The group said, in a trading update, that most of the €1bn increase on its full-year impairment charge forecast is related to the €24bn risky property portfolio heading to the National Asset Management Agency (NAMA).
AIB also confirmed yesterday that Colm Doherty, former head of its capital markets division, had taken over as group managing director with immediate effect. This follows a concession that he shave €133,000 off his salary expectations to be paid €500,000 -- in line with the pay cap on State-guaranteed lenders.
Analysts took huge comfort from the fact that AIB signalled that the quality of remaining loans in its loss-making Republic of Ireland division was stabilising.
Finance Minister Brian Lenihan told the Dail in mid-September that the country's lenders were expected to take an average 30pc writedown on around €77bn of loans being taken over by NAMA. Within hours of the statement, AIB said it expected its discount to be less than the average.
But the group said the "actual outcome can only be known following an extensive exercise in which those loans are individually valued on a case-by-case basis by NAMA". It added, however, that it believed its writedowns would not "fall significantly outside the minister's guidance of 30pc".
Analysts, on the whole, were not too phased by the increase in the full-year forecast for loan losses, with most concluding that AIB was looking to recognise as much of its NAMA-related 'haircut' as early as possible.
The new €5.3bn figure is in line with what Goodbody Stockbrokers had pencilled into its estimates, while NCB analyst Ciaran Callaghan said he would only have to increase his forecast slightly from €5bn.
"There is no material change other than timing to our assessment of the combined effect of NAMA writedowns and bad debt charges on our profit and capital," AIB said.
Shares in the bank rose 1.5pc yesterday to €1.77.

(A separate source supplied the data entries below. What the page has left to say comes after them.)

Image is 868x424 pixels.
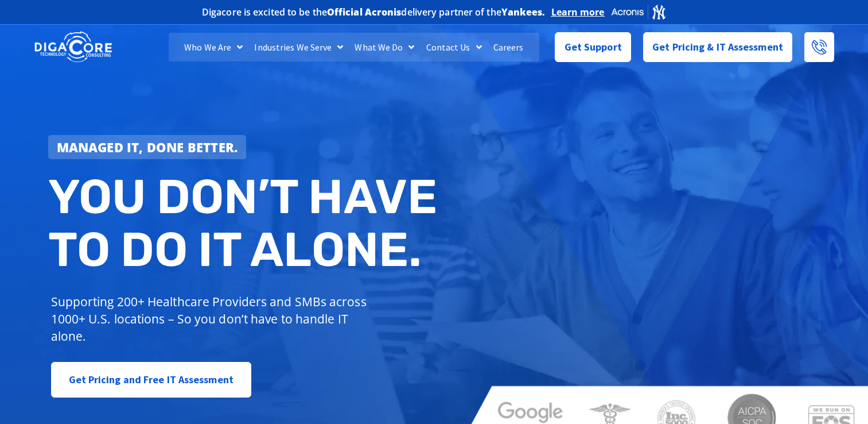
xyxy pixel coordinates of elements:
[610,4,666,20] img: Acronis
[248,33,348,62] a: Industries We Serve
[168,33,539,62] nav: Menu
[48,170,443,275] h2: You don’t have to do IT alone.
[51,293,372,344] p: Supporting 200+ Healthcare Providers and SMBs across 1000+ U.S. locations – So you don’t have to ...
[327,5,402,18] b: Official Acronis
[69,368,234,391] span: Get Pricing and Free IT Assessment
[34,31,112,64] img: DigaCore Technology Consulting
[643,32,792,62] a: Get Pricing & IT Assessment
[501,5,546,18] b: Yankees.
[178,33,248,62] a: Who We Are
[348,33,420,62] a: What We Do
[421,33,488,62] a: Contact Us
[555,32,631,62] a: Get Support
[57,139,238,156] strong: Managed IT, done better.
[202,7,546,16] h2: Digacore is excited to be the delivery partner of the
[48,135,246,159] a: Managed IT, done better.
[653,35,783,59] span: Get Pricing & IT Assessment
[488,33,529,62] a: Careers
[551,6,605,18] a: Learn more
[51,361,252,398] a: Get Pricing and Free IT Assessment
[565,35,622,59] span: Get Support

The group added that the pace of deterioration in the quality of the overall portfolio "is slowing". The group said the increase in 'criticised' loans -- which covers cases that are impaired, vulnerable or on watch -- would be "significantly less" in the second half of the year, compared with the first six months.

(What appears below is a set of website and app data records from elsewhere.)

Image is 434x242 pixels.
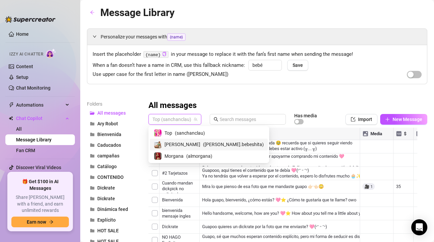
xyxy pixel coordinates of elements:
[380,114,427,125] button: New Message
[154,152,161,160] img: Morgana
[345,114,377,125] button: Import
[154,129,161,137] img: Top
[93,34,97,38] span: expanded
[97,174,124,180] span: CONTENIDO
[87,108,140,118] button: All messages
[154,141,161,148] img: Daniela
[292,62,303,68] span: Save
[87,204,140,214] button: Dinámica feed
[16,85,50,91] a: Chat Monitoring
[97,110,126,116] span: All messages
[5,16,55,23] img: logo-BBDzfeDw.svg
[186,152,212,160] span: ( almorgana )
[97,196,115,201] span: Dickrate
[16,165,61,170] a: Discover Viral Videos
[16,64,33,69] a: Content
[164,152,183,160] span: Morgana
[90,121,95,126] span: folder
[16,74,28,80] a: Setup
[167,33,185,41] span: {name}
[87,161,140,172] button: Catálogo
[100,5,174,20] article: Message Library
[16,137,51,142] a: Message Library
[9,102,14,108] span: thunderbolt
[90,111,95,115] span: folder-open
[16,100,63,110] span: Automations
[93,50,421,58] span: Insert the placeholder in your message to replace it with the fan’s first name when sending the m...
[16,31,29,37] a: Home
[350,117,355,122] span: import
[358,117,372,122] span: Import
[90,164,95,169] span: folder
[97,164,117,169] span: Catálogo
[97,206,128,212] span: Dinámica feed
[90,196,95,201] span: folder
[11,178,69,191] span: 🎁 Get $100 in AI Messages
[97,132,121,137] span: Bienvenida
[97,217,116,222] span: Explícito
[294,114,317,118] article: Has media
[148,100,196,111] h3: All messages
[97,142,121,148] span: Caducados
[97,185,115,190] span: Dickrate
[87,150,140,161] button: campañas
[392,117,422,122] span: New Message
[90,217,95,222] span: folder
[164,141,200,148] span: [PERSON_NAME]
[411,219,427,235] div: Open Intercom Messenger
[87,140,140,150] button: Caducados
[213,117,218,122] span: search
[11,194,69,214] span: Share [PERSON_NAME] with a friend, and earn unlimited rewards
[49,219,53,224] span: arrow-right
[97,153,119,158] span: campañas
[87,182,140,193] button: Dickrate
[101,33,421,41] span: Personalize your messages with
[87,129,140,140] button: Bienvenida
[90,207,95,211] span: folder
[16,126,22,132] a: All
[87,193,140,204] button: Dickrate
[162,52,166,56] span: copy
[27,219,46,224] span: Earn now
[9,51,43,57] span: Izzy AI Chatter
[143,51,168,58] code: {name}
[90,153,95,158] span: folder
[87,214,140,225] button: Explícito
[385,117,389,122] span: plus
[90,228,95,233] span: folder
[9,116,13,121] img: Chat Copilot
[219,116,282,123] input: Search messages
[152,114,197,124] span: Top (sanchanclau)
[16,113,63,124] span: Chat Copilot
[93,70,228,78] span: Use upper case for the first letter in name ([PERSON_NAME])
[90,185,95,190] span: folder
[87,225,140,236] button: HOT SALE
[87,172,140,182] button: CONTENIDO
[11,216,69,227] button: Earn nowarrow-right
[175,129,205,137] span: ( sanchanclau )
[97,228,119,233] span: HOT SALE
[90,143,95,147] span: folder
[164,129,172,137] span: Top
[203,141,264,148] span: ( [PERSON_NAME].bebeshita )
[87,100,140,108] article: Folders
[90,10,95,15] span: arrow-left
[87,118,140,129] button: Ary Robot
[90,132,95,137] span: folder
[193,117,197,121] span: team
[46,48,56,58] img: AI Chatter
[16,148,35,153] a: Fan CRM
[93,61,245,69] span: When a fan doesn’t have a name in CRM, use this fallback nickname:
[97,121,118,126] span: Ary Robot
[90,175,95,179] span: folder
[162,52,166,57] button: Click to Copy
[287,60,308,70] button: Save
[87,29,426,45] div: Personalize your messages with{name}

"Encouragingly, AIB's statement notes signs of stabilisation across all divisions and that the second-half charge will be lower for the capital markets division and central and eastern Europe, and broadly in line for the UK," said Davy analyst Stephen Lyons.
AIB said it expected to post operating profits in the region of €2bn for the full year. Bad loan charges are absorbed by a bank's trading profits before they eat into its capital reserves.
The group said that "weak demand for credit" was likely to result in year-end loans to customers being in line with last year, when it had €129m on loan.
It expects to provide about €2bn of new lending to small businesses, while it said it is providing one-in-three new mortgages in the country. First-time buyer drawdowns are up 28pc this year.
But tough competition for deposits means that AIB now sees its net interest margin falling 0.25 percentage points from 2.21pc in 2008. But by paying up for deposits, the group's loans-to-deposit ratio fell from 156pc in June to 152pc by the end of September.
This ratio will fall dramatically after NAMA takes over €24bn of the bank's loans.